INPUT below:

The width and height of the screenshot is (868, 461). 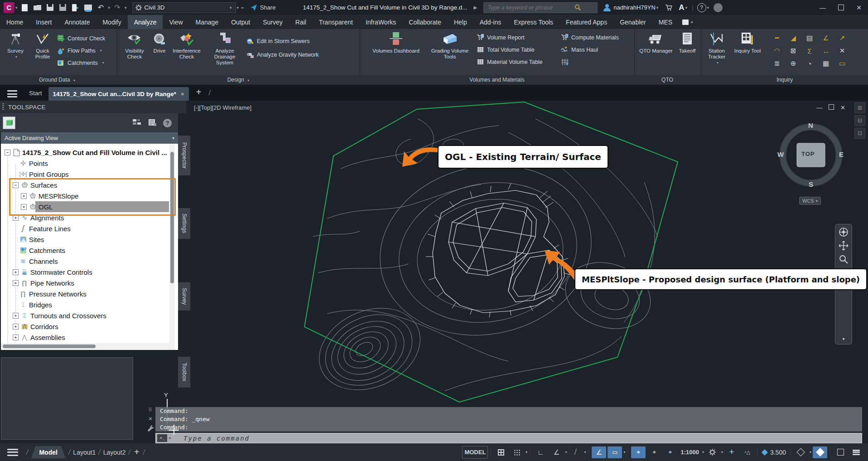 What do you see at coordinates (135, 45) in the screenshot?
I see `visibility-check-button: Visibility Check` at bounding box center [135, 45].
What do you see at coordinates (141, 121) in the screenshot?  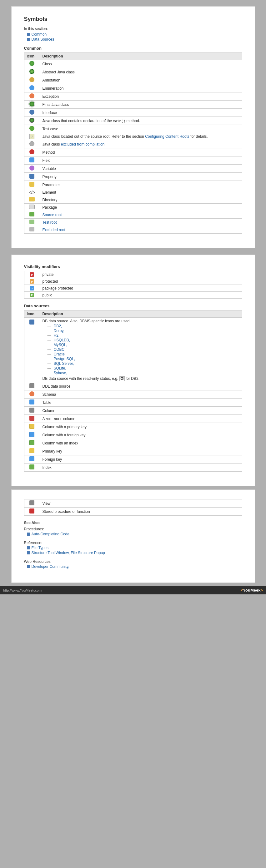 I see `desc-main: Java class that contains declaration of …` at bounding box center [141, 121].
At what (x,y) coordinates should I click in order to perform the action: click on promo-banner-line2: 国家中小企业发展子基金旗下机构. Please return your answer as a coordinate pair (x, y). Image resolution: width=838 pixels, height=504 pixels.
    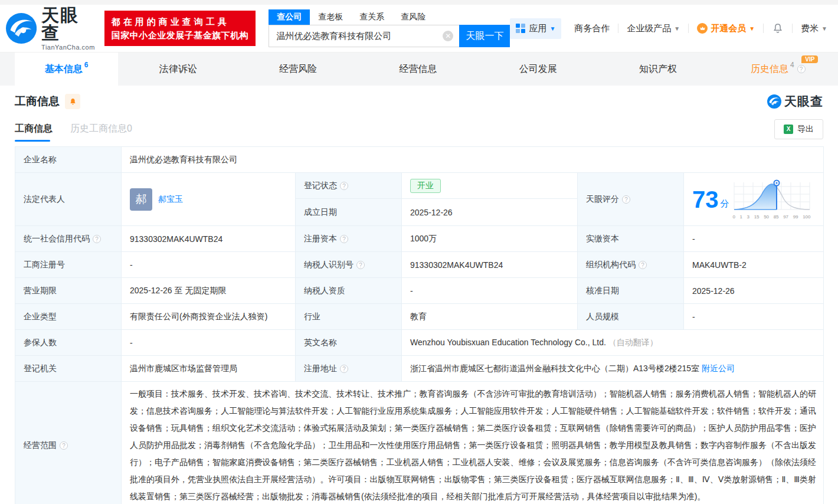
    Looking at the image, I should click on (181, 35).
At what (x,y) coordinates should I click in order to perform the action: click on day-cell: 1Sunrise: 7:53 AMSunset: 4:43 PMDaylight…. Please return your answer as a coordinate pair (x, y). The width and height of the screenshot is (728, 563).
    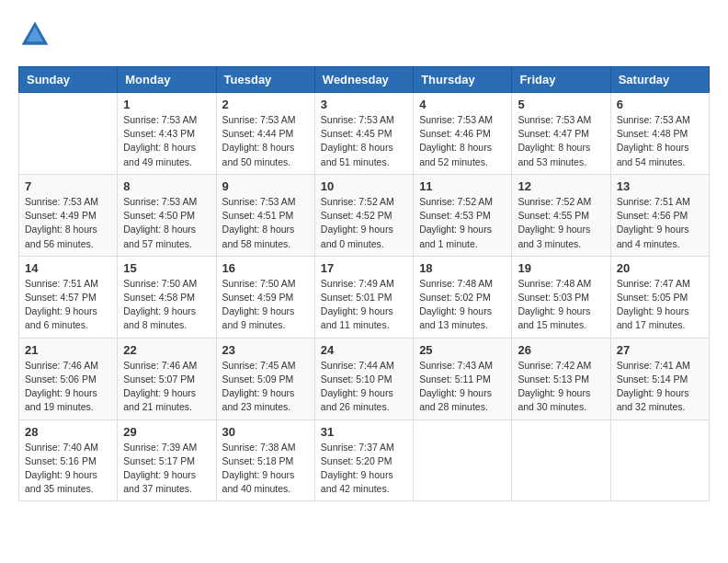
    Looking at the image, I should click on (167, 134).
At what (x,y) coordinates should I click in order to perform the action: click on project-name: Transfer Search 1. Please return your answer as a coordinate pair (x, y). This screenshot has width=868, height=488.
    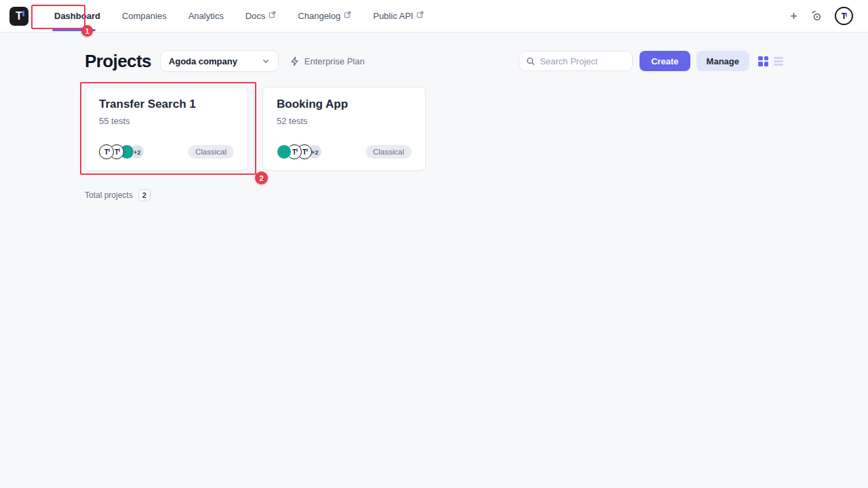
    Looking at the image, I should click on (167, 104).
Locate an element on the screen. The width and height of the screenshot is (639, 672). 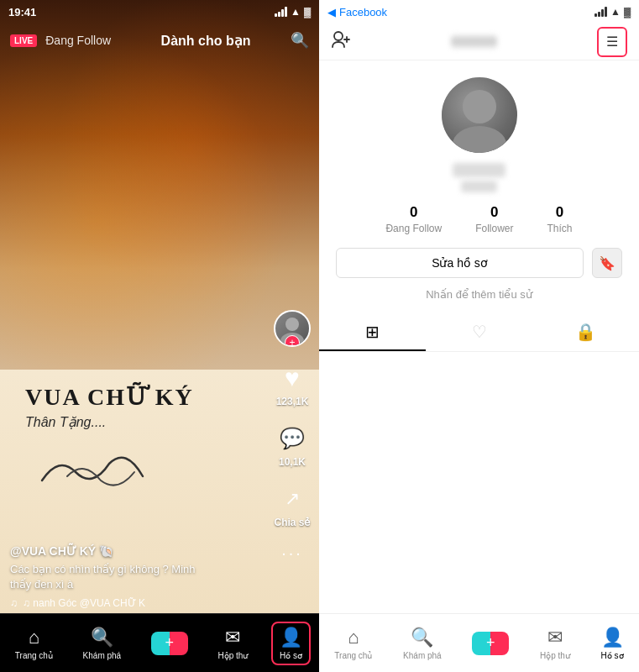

End of INPUT.

Print, without pictures, exactly the lines from the one containing "has width=868, height=488." through the final line of the records above.

At what (x,y) coordinates should I click in order to perform the action: click on project-name: Transfer Search 1. Please return your answer as a coordinate pair (x, y). This screenshot has width=868, height=488.
    Looking at the image, I should click on (167, 104).
Locate an element on the screen. The width and height of the screenshot is (639, 672). 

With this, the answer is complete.